Organizers sent the survey late last year to government officials, academics, and other stakeholders from the 10 countries comprising the Association of Southeast Asian Nations (ASEAN).

Here are some interesting tidbits from the report. First, the nations’ overall concern about the situation in the South China Sea:

Notice that—even concerns about a US-PRC confrontation are a distant 3rd to concerns about the PRC’s misbehaviors. And of those 12.5% concerned about our own military presence, Singapore (6.3% [of those 12.5%]), Vietnam (4.6%), and the Philippines (4.5%) have little qualms about it. These are the nations most directly threatened by the PRC’s acquisitive adventurism.

Next, the nations’ preferred response:

The vastly preferred solutions are the nations’ enforcement of the UN Convention on the Law of the Sea, which aligns to a large degree with the US’ position on freedom of the seas, and the conclusion of a Code of Conduct with the PRC, which agreement would severely hamstring the PRC’s seizures since the nations’ view of a legitimate COC would have it align tightly with the UNCOS.

And this:

The left pie chart reflects the view of the nations concerning who has the largest economic influence in the region: 76.3% view the PRC as havng the largest influence. The right pie chart shows that nearly ¾ of the nations are concerned about that economic dominance.

These results, excerpted from a broader-reaching report, show the opportunities that former President Donald Trump was working to exploit, and that remain for President Joe Biden to exploit.
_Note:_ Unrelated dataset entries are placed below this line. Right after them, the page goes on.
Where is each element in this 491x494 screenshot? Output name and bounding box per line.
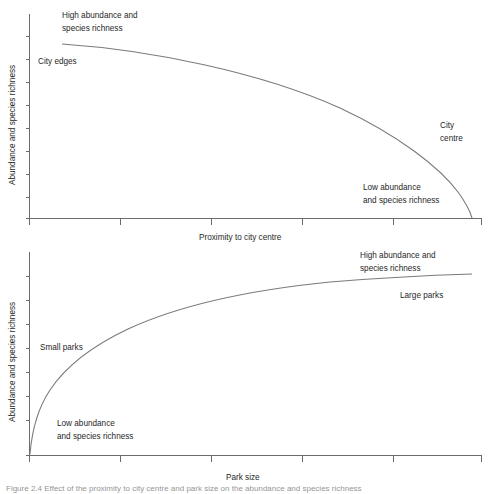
annotation-line-1: Low abundance [57,419,115,428]
chart-park-size: Abundance and species richness Park size… [0,240,491,492]
annotation-high-abundance-bottom: High abundance and species richness [360,251,436,273]
x-axis-title-bottom: Park size [226,473,260,482]
annotation-line-2: centre [440,134,463,143]
figure-caption: Figure 2.4 Effect of the proximity to ci… [6,484,486,494]
x-axis-ticks-top [30,219,482,225]
annotation-high-abundance-top: High abundance and species richness [62,11,138,33]
annotation-line-2: species richness [360,264,421,273]
annotation-line-1: High abundance and [360,251,436,260]
annotation-low-abundance-top: Low abundance and species richness [363,183,439,205]
annotation-line-1: Large parks [400,291,443,300]
chart-proximity-to-city-centre: Abundance and species richness Proximity… [0,0,491,246]
annotation-line-1: Low abundance [363,183,421,192]
annotation-line-1: Small parks [40,343,83,352]
y-axis-title-bottom: Abundance and species richness [8,302,17,422]
y-axis-title-top: Abundance and species richness [8,65,17,185]
annotation-line-2: and species richness [363,196,439,205]
y-axis-ticks-top [26,37,30,219]
x-axis-ticks-bottom [30,456,482,462]
annotation-small-parks-bottom: Small parks [40,343,83,352]
annotation-line-1: City [440,121,455,130]
annotation-line-1: High abundance and [62,11,138,20]
annotation-city-edges-top: City edges [38,57,77,66]
annotation-city-centre-top: City centre [440,121,463,143]
y-axis-ticks-bottom [26,277,30,456]
annotation-line-1: City edges [38,57,77,66]
annotation-line-2: species richness [62,24,123,33]
annotation-large-parks-bottom: Large parks [400,291,443,300]
annotation-line-2: and species richness [57,432,133,441]
annotation-low-abundance-bottom: Low abundance and species richness [57,419,133,441]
The entire report is worth reading, and it can be read here.

h/t to Just the News

The Biden Budget

Carol Platt Liebau, Yankee Institute for Public Policy President, wrote in her Friday Wall Street Journal op-ed about President Joe Biden’s dangerously expensive Wuhan Virus “relief” bill. A truly Pyrrhic relief it would be, too, even were it not occurring on an already dangerously expensive pair of “relief” bills enacted over the prior year.

She had one statement, though, that particularly jumped out at me, perhaps because it centers on a matter I’ve been on about for a bit already.

President Biden wants to send $350 billion in unrestricted cash to state and local governments to fill their budget holes.

Money is fungible. It doesn’t matter whether a dollar is “restricted” or unrestricted in its use. Even if it is, its mere existence frees up another dollar for the supposedly restricted-from use.

Aside from that, the States don’t need the Federal (which is to say our taxpayer) money. State revenues are much higher than initially expected, even in Progressive-Democrat-locked down and -run States.

In addition, the public union shakedowns of which Leibau wrote further demonstrate the lack of need.